The Chiang Rai Residence, transporting everyday affairs into new spectacular settings. The landscape team builds a new set of relationships and creates unexpected participation, creating a situation-related landscape that is never stylized but remains prosaic spaces for “natural” interaction. The project seems at odd with any architectural preconceptions one may have about how a predominant house and its landscape should work together.
The first and foremost requirement is to keep the existing trees in their places. Thus, they act as a pretext to the design, giving the framework for both the house and the landscape. The house and the land gradually merged, levels and their stepping terraces are carefully designed to be integrated into existing topography, creating layers of terraced landscape that is at once pleasing and functional. With collaborative effort of the teams, the existing trees are carefully preserved and protected throughout the construction process.

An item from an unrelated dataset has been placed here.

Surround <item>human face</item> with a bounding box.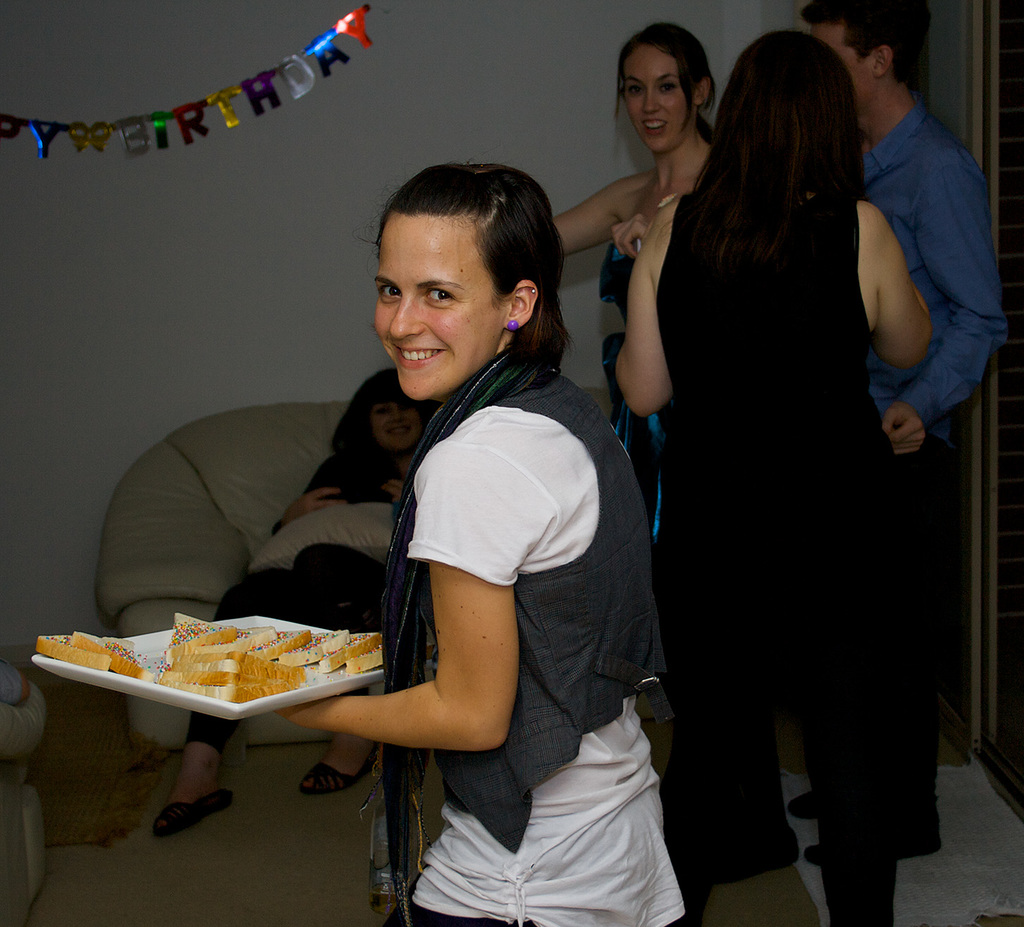
select_region(804, 16, 887, 128).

The landscape of Chiang Rai Residence can be seen as a network of relationships. This notion of participation allows the connection between interiority and exteriority, as well as the transition between distinct activities.We never felt that the place is being “designed,” to have its own distinct identity; rather, it is being built as a framework of lives. Here, the task of describing the place becomes clearer. It is to develop vocabularies that will demonstrate how settings that are distinct from one another can also be interconnected.

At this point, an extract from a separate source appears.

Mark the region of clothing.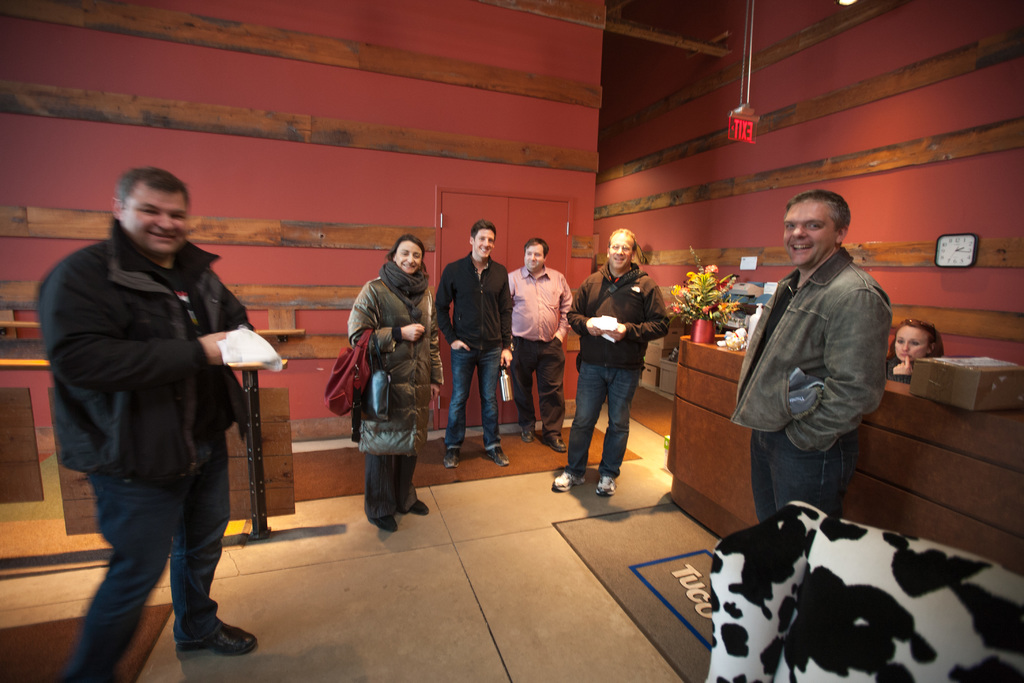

The landscape team values ecosystem services of the place and intend to create landscape design with minimum disturbance to the site’s natural settings. The landscape design is proposed to interweave the exterior vertical spaces while paying respect to keep the site’s topography level. Along the slope and hardscape areas, the landscape team selected permeable paving materials of local stone and fine gravel that allow water to naturally infiltrate to the ground.
Sustainable Planting Design is a key strategy for cost effective and long-term maintenance of the beauty and healthy landscape ecosystem. Located in Northern Thailand, the site is prone to drought in summer and erosion in rainy season due to high levels of precipitation. In response to challenges, the team carefully selected local, tough and adaptive planting species that tolerate drought, while having the ability to sustain heavy rain such as Chrysopogon zizanioides, and Ruellia tuberosa L. Planting nitrogen fixing plants like legume families such as Arachis pintoi to improve nutrition deficiency in existing soil. Layers of plants and trees, creating distinct settings that are not only for aesthetics, but these settings are also aimed to sustain their own ecosystem while welcoming changes and transformation.
In terms of water sustainable management, rainfalls are strategically managed through different leveling layers of terrain and vegetations. Following the gravity, surface runoff water will be captured and absorbed by native, water-tolerant and tough planting species which disperse throughout the site. The rain garden is located at the lowest level of the terrain to collect and store water during heavy rain, and allow natural infiltration.